Download or read book In the Name of Elijah Muhammad written by Mattias Gardell and published by Duke University Press. This book was released on 1996-09-26 with total page 500 pages. Available in PDF, EPUB and Kindle. Book excerpt: In the Name of Elijah Muhammad tells the story of the Nation of Islam—its rise in northern inner-city ghettos during the Great Depression through its decline following the death of Elijah Muhammad in 1975 to its rejuvenation under the leadership of Louis Farrakhan. Mattias Gardell sets this story within the context of African American social history, the legacy of black nationalism, and the long but hidden Islamic presence in North America. He presents with insight and balance a detailed view of one of the most controversial yet least explored organizations in the United States—and its current leader. Beginning with Master Farad Muhammad, believed to be God in Person, Gardell examines the origins of the Nation. His research on the period of Elijah Muhammad’s long leadership draws on previously unreleased FBI files that reveal a clear picture of the bureau’s attempts to neutralize the Nation of Islam. In addition, they shed new light on the circumstances surrounding the murder of Malcolm X. With the main part of the book focused on the fortunes of the Nation after Elijah Muhammad’s death, Gardell then turns to the figure of Minister Farrakhan. From his emergence as the dominant voice of the radical black Islamic community to his leadership of the Million Man March, Farrakhan has often been portrayed as a demagogue, bigot, racist, and anti-Semite. Gardell balances the media’s view of the Nation and Farrakhan with the Nation’s own views and with the perspectives of the black community in which the organization actively works. His investigation, based on field research, taped lectures, and interviews, leads to the fullest account yet of the Nation of Islam’s ideology and theology, and its complicated relations with mainstream Islam, the black church, the Jewish community, extremist white nationalists, and the urban culture of black American youth, particularly the hip-hop movement and gangs.

Book The Promise of Patriarchy

Download or read book The Promise of Patriarchy written by Ula Yvette Taylor and published by UNC Press Books. This book was released on 2017-09-05 with total page 286 pages. Available in PDF, EPUB and Kindle. Book excerpt: The patriarchal structure of the Nation of Islam (NOI) promised black women the prospect of finding a provider and a protector among the organization's men, who were fiercely committed to these masculine roles. Black women's experience in the NOI, however, has largely remained on the periphery of scholarship.

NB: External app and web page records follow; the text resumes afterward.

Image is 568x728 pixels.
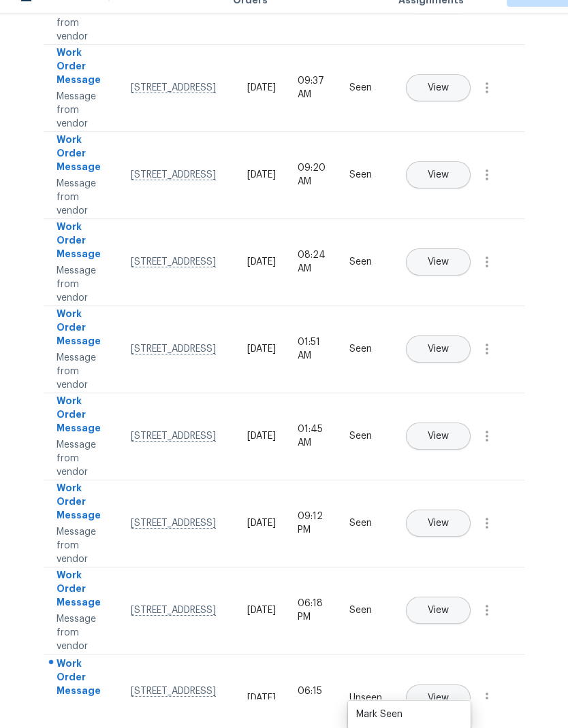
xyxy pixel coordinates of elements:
[406,74,471,101] button: View
[428,170,449,181] span: View
[406,422,471,450] button: View
[247,604,276,617] div: [DATE]
[349,604,382,617] div: Seen
[428,431,449,442] span: View
[349,255,382,269] div: Seen
[56,481,109,526] div: Work Order Message
[349,81,382,94] div: Seen
[406,249,471,276] button: View
[297,597,327,624] div: 06:18 PM
[406,597,471,624] button: View
[349,342,382,356] div: Seen
[406,685,471,712] button: View
[56,133,109,177] div: Work Order Message
[56,568,109,613] div: Work Order Message
[56,220,109,264] div: Work Order Message
[406,510,471,537] button: View
[349,517,382,530] div: Seen
[56,264,109,305] div: Message from vendor
[428,83,449,93] span: View
[406,336,471,363] button: View
[428,518,449,529] span: View
[247,691,276,705] div: [DATE]
[297,74,327,101] div: 09:37 AM
[356,708,462,721] div: Mark Seen
[297,510,327,537] div: 09:12 PM
[247,81,276,94] div: [DATE]
[428,694,449,704] span: View
[349,429,382,443] div: Seen
[56,526,109,566] div: Message from vendor
[406,161,471,189] button: View
[349,691,382,705] div: Unseen
[247,429,276,443] div: [DATE]
[297,685,327,712] div: 06:15 PM
[56,657,109,701] div: Work Order Message
[56,46,109,90] div: Work Order Message
[428,258,449,267] span: View
[56,177,109,218] div: Message from vendor
[56,307,109,351] div: Work Order Message
[297,336,327,363] div: 01:51 AM
[56,90,109,130] div: Message from vendor
[349,168,382,182] div: Seen
[297,422,327,450] div: 01:45 AM
[56,613,109,653] div: Message from vendor
[247,168,276,182] div: [DATE]
[428,606,449,616] span: View
[56,438,109,479] div: Message from vendor
[56,3,109,43] div: Message from vendor
[56,351,109,392] div: Message from vendor
[297,249,327,276] div: 08:24 AM
[297,161,327,189] div: 09:20 AM
[428,345,449,354] span: View
[247,342,276,356] div: [DATE]
[247,255,276,269] div: [DATE]
[247,517,276,530] div: [DATE]
[56,394,109,438] div: Work Order Message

Here, Ula Taylor documents their struggle to escape the devaluation of black womanhood while also clinging to the empowering promises of patriarchy. Taylor shows how, despite being relegated to a lifestyle that did not encourage working outside of the home, NOI women found freedom in being able to bypass the degrading experiences connected to labor performed largely by working-class black women and in raising and educating their children in racially affirming environments. Telling the stories of women like Clara Poole (wife of Elijah Muhammad) and Burnsteen Sharrieff (secretary to W. D. Fard, founder of the Allah Temple of Islam), Taylor offers a compelling narrative that explains how their decision to join a homegrown, male-controlled Islamic movement was a complicated act of self-preservation and self-love in Jim Crow America.